Alfred
The Great
(1969/MGM/Warner Archive DVD)/All
The Way (2016/HBO
Blu-ray)/The Automatic
Hate (2015/Film Movement
DVD)/Genius
(2016/Summit/Lionsgate DVD)/Once
Were Warriors (1994/Film
Movement Blu-ray)/The
People V. O.J. Simpson: American Crime Story
(2016/Fox Blu-ray Set)/Take
Me To The River
(2015/Film Movement DVD)
Picture:
C+/B/C+/C/B/B/C+ Sound: C+/B/C+/C+/B-/B/C+ Extras:
C-/C/C+/C/C/C/C+ Main Programs: C+/B/C+/B-/B+/C+/C+
PLEASE
NOTE:
The Alfred
The Great
DVD is now only available from Warner Bros. through their Warner
Archive series and can be ordered from the links below.
Now
for a new slew of dramas for you to know about...
Clive
Donner's Alfred
The Great
(1969) has David Hemming as the title character, who is about to help
his Saxons survive severe changes that will shape their land for
centuries to come with them even knowing it, fighting the Danes and
trying to figure out their best future.

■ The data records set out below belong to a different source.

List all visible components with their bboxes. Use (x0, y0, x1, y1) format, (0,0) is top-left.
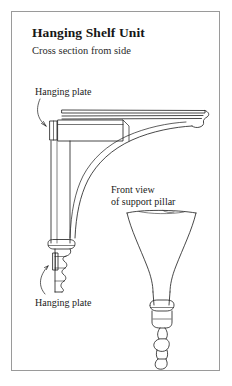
flared-body-right (170, 213, 196, 292)
curved-bracket-brace (75, 126, 192, 238)
shelf-board-underline (62, 116, 203, 117)
cleat-block-right-edge (123, 120, 129, 141)
turned-ring-middle (152, 311, 172, 328)
lower-finial-profile-right (61, 249, 71, 292)
shelf-board-underline-2 (62, 119, 202, 120)
tapered-shaft-right (169, 292, 170, 305)
flared-body-left (127, 213, 153, 292)
finial-bead (154, 339, 169, 351)
front-view-top-rim-inner (139, 212, 184, 214)
shelf-top-board (62, 110, 205, 113)
finial-neck-left (158, 328, 160, 339)
front-view-top-rim (127, 210, 196, 213)
leader-line-hanging-plate-top (38, 99, 46, 126)
technical-drawing (0, 0, 232, 386)
finial-neck-right (165, 328, 167, 339)
illustration-page: Hanging Shelf Unit Cross section from si… (0, 0, 232, 386)
turned-collar (48, 240, 75, 250)
finial-bottom-tip (155, 359, 167, 369)
leader-line-hanging-plate-bottom (40, 266, 48, 294)
tapered-shaft-left (153, 292, 154, 305)
bracket-inner-curve (70, 122, 186, 238)
cleat-block (58, 120, 123, 141)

He is in love with his wife
(the underrated Prunella Ransome), but he must deal with his strong
opposite number leading the invaders (a really strong Michael York,
so underrated himself, stealing pretty much very scene in this film
in rare form).
Donner
has always been a mixed helmer to me, but still more competent than
many director's we have today and to their credit, MGM backed this
film as well as it could. Not a huge hit in its time, it is still
very ambitious from a year with so many big ambitious productions
that it is worth seeing at 122 minutes. Add Ian McKellen, Colin
Blakely, Julian Glover and Peter Vaughn and any serious movie fan
needs to put this one on their list.
A
trailer is sadly the only extra.
Jay
Roach's All
The Way
(2016) seemed like it might just be a pompous TV movie about the
mid-1960s and making Civil Rights more the law of the land, but I was
pleasantly surprised that we get Bryan Cranston as Lyndon Johnson,
flawed and damaged and pleasantly surprised Anthony Mackie (who I
also like) played Dr. Martin Luther King Jr. so well. The Steven
Spielberg-co-produced project covers how LBJ had to deal with
Dixiecrats, understood how the future of his party was doomed if he
did not take big risks and just how tough it was to get his legacy
achievements done in the face of huge resistance.
Melissa
Leo is amazing and unrecognizable as Lady Bird Johnson, the
ever-underrated Stephen Root is brilliant as J. Edgar Hoover in ways
that might not be apparent at first, the great Frank Langella is the
Senator related to LBJ and Bradley Whitford makes a really fine
showing as Hubert Humphrey. The teleplay is solid and consistent,
even smarter than you might expect the period and clothes are on
target and despite the 'important;/civil rights will happen' music
cliches, this is an excellent work that is worth going out of your
way for. Nice to see HBO back in prime form.
Extras
include Digital HD Ultraviolet Copy for PC, PC portable and other
cyber iTunes capable devices, while the Blu-ray adds a Behind The
Scenes/Making Of featurette and second featurette Bryan Cranston
Becoming LBJ, both worth seeing after the film.
Justin
Lerner's The
Automatic Hate
(2015) has a young man (Joseph Cross) dealing with an upset
girlfriend where they live when a young woman (Adelaide Clemens)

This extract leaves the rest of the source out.